Listening to the Black Church Tradition on Voting and Hope | Sojourners

Listening to the Black Church Tradition on Voting and Hope

In the black Baptist church where I worship every Sunday, it's no surprise that Republicans don't own the evangelical vote. But I cut my teeth on faith and politics as a white Southern Baptist growing up in the heyday of the Moral Majority movement, so I appreciate the revolution in media perceptions of "born again" believers. We are, indeed, more complicated than Jerry Falwell made us seem. Depending on our context and history, evangelicals can go either way at the ballot box.

But as someone who's lived on both sides of the racial and political divide in American Christianity, I'm not convinced that evangelicals are the real swing vote in this election. Americans are a religious people, and I don't doubt the importance of the faith factor in '08. But the real religious fervor in this election is coming from "post-Christian" young people who aren't so sure they need God anymore, but still feel the need for salvation in perilous times. A lot is riding on this presidential election, and it seems that so many want more than a president. They want to elect a savior on Nov. 4.

As a white minister in the black church tradition, I've returned in recent months to Dr. Martin Luther King's "Letter from a Birmingham Jail" and its bold vision of Christian social engagement. A line from the end of the letter jumps out at me as a prophetic description of our time. "If today's church does not recapture the sacrificial spirit of the early church," King wrote to ministers who had called his campaign against segregation extreme, "it will lose its authenticity, forfeit the loyalty of millions, and be dismissed as an irrelevant social club with no meaning for the twentieth century."

Four decades after King's death, we have seen some progress toward integrated schools, workplaces, and even families. But today the church in America stands out as the most segregated institution in our society. White Christians have watched our children shrug their shoulders and walk away from our "social clubs." We've failed to pass on a faith they can believe in.

Maybe it is time for us to listen to the black church tradition that Dr. King inherited and learn from people who never had the luxury of imagining that faith and politics could be kept separate. At a time like this, brothers and sisters at my church tell me, the church cannot be reduced to a voting bloc for the candidate we like best. Never have black Christians felt more tempted to put their hope in a presidential candidate than they do this year. But to do so, they know, would be to both shortchange our children and forfeit the greatest gift the church has to offer the world-a demonstration plot where people can see what love and forgiveness across dividing lines looks like.

I believe in the power of God to transform lives and create beloved communities across dividing lines because I have seen it here in Durham, North Carolina. In a battleground state where politics are still racialized in the tradition of Jesse Helms, I know that white and black Christians can worship together on Sunday morning and give ourselves throughout the week to becoming the change we seek. Compelled by love, we can make sure our neighbors have health care, affirm life in a culture of death, create economic possibilities for marginalized kids who are tempted to join gangs, and help families keep their homes. Our life together is political, but it's not partisan. We're citizens of God's kingdom who work and pray for heaven to come here on earth.

Evangelicals' votes will go both ways on Nov. 4, but God's movement to transform the world through a people who love one another will continue. We don't need to elect a savior. We already have one. What we need, more than anything, is to trust the everyday politics that the black church knows and recover the "sacrificial spirit of the early church" Dr. King prayed for.

Jonathan Wilson-Hartgrove is the author of Free to Be Bound: Church Beyond the Color Line.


What to produce » In the entries below, find the lines that include "input" and give their number as the whole reply.

(Given records begins)

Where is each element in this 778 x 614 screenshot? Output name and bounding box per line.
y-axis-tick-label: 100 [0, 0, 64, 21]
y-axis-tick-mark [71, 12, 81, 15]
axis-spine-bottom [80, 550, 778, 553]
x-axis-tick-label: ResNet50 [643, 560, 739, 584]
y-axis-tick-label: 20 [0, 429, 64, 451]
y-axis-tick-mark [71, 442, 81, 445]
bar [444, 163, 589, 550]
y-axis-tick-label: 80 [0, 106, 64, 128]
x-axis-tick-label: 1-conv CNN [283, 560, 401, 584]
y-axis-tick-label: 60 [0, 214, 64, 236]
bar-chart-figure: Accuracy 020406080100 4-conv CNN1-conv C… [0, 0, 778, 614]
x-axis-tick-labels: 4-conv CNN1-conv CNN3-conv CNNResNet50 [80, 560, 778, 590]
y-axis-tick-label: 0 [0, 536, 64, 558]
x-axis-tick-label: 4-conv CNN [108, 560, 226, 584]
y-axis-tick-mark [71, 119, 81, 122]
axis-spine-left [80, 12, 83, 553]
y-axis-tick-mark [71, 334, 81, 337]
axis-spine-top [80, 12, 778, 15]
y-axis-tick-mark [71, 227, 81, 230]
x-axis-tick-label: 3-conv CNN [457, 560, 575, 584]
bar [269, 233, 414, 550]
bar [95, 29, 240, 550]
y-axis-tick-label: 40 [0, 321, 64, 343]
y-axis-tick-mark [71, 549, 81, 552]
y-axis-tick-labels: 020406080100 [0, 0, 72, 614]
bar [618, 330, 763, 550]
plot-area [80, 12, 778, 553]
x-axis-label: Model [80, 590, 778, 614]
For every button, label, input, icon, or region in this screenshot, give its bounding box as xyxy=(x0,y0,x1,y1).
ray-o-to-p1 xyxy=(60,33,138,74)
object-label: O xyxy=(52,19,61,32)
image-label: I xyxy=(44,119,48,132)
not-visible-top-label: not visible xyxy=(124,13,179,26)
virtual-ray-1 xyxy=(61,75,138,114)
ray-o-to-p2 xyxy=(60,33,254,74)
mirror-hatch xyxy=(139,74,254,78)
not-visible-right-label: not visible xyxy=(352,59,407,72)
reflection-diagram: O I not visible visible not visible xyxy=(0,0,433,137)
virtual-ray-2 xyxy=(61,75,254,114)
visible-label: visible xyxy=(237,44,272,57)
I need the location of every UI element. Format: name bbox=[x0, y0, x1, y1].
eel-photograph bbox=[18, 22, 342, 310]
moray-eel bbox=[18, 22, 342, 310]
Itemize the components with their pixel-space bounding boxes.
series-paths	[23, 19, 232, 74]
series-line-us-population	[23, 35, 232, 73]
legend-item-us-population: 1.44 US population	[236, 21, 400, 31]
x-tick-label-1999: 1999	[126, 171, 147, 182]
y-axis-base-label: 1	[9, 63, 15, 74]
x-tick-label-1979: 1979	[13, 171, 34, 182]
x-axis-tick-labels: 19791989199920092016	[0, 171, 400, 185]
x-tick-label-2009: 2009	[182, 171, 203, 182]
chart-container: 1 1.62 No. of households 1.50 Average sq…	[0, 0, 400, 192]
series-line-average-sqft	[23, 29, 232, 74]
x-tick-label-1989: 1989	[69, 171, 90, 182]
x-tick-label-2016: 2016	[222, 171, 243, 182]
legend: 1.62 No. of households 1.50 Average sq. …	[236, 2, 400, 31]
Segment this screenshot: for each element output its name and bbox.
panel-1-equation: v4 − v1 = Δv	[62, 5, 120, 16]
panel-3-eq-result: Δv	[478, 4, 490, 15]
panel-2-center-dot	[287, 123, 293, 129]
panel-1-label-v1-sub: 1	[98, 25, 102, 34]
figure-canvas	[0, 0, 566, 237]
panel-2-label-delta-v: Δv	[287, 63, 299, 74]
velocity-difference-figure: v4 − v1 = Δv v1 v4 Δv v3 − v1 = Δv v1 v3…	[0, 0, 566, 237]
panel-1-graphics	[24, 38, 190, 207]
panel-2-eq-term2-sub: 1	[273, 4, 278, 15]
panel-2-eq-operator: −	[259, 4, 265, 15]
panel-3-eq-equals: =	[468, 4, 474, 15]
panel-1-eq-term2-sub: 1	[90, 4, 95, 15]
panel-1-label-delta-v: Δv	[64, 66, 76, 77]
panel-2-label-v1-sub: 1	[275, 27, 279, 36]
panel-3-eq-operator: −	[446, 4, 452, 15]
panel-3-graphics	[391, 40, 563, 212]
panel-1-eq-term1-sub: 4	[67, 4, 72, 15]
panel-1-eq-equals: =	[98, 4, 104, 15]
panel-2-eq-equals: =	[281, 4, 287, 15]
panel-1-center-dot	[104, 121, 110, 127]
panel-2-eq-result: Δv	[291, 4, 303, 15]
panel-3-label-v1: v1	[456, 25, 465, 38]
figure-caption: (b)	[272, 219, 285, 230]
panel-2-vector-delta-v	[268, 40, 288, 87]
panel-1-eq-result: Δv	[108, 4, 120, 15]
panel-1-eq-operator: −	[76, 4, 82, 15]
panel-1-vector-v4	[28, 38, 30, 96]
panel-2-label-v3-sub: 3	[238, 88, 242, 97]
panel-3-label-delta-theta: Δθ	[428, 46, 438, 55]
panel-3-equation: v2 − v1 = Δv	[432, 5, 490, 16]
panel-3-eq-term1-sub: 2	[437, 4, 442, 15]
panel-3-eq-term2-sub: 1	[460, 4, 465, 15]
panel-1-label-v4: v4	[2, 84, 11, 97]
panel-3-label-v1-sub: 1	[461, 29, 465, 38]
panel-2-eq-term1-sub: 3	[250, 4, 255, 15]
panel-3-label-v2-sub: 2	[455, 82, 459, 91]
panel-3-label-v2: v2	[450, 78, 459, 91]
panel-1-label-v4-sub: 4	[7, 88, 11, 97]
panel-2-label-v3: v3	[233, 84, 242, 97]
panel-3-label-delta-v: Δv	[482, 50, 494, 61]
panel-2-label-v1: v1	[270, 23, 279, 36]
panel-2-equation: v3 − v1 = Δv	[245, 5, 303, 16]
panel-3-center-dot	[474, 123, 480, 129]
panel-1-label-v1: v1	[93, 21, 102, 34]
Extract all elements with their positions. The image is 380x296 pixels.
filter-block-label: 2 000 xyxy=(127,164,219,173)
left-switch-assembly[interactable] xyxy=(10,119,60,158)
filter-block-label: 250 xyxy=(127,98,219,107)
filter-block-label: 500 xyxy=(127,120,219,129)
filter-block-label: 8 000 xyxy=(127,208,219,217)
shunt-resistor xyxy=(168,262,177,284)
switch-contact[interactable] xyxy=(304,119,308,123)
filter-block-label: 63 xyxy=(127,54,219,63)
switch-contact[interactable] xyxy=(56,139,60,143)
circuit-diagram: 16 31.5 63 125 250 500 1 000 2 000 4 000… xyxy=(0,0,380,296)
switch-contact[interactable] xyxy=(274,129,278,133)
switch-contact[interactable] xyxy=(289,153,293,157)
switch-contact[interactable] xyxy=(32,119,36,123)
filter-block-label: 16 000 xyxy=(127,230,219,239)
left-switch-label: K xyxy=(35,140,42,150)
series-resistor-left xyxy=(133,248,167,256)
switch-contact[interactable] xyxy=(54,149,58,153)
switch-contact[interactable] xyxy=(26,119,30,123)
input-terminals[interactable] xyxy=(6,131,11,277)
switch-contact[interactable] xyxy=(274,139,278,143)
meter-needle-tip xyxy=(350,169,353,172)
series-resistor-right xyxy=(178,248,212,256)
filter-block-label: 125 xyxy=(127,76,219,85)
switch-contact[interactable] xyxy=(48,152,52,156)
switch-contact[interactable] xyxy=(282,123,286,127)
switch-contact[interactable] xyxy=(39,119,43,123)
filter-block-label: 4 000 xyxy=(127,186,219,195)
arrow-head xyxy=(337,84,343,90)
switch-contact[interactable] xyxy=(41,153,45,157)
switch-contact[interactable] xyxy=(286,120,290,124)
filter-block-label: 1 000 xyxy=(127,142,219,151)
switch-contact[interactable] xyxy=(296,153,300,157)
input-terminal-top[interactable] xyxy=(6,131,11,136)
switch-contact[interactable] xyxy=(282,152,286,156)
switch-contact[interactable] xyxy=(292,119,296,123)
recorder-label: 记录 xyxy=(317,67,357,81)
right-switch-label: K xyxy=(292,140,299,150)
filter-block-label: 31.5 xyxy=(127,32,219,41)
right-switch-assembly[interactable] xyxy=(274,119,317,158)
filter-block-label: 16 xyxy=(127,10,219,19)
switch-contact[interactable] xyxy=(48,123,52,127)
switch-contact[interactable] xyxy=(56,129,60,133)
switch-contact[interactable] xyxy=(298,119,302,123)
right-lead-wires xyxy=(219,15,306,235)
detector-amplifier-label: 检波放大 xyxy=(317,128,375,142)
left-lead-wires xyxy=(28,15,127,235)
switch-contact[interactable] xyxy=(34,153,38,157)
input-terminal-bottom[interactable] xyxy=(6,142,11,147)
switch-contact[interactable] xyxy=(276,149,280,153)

(Given records ends)

Answer to the exercise » 4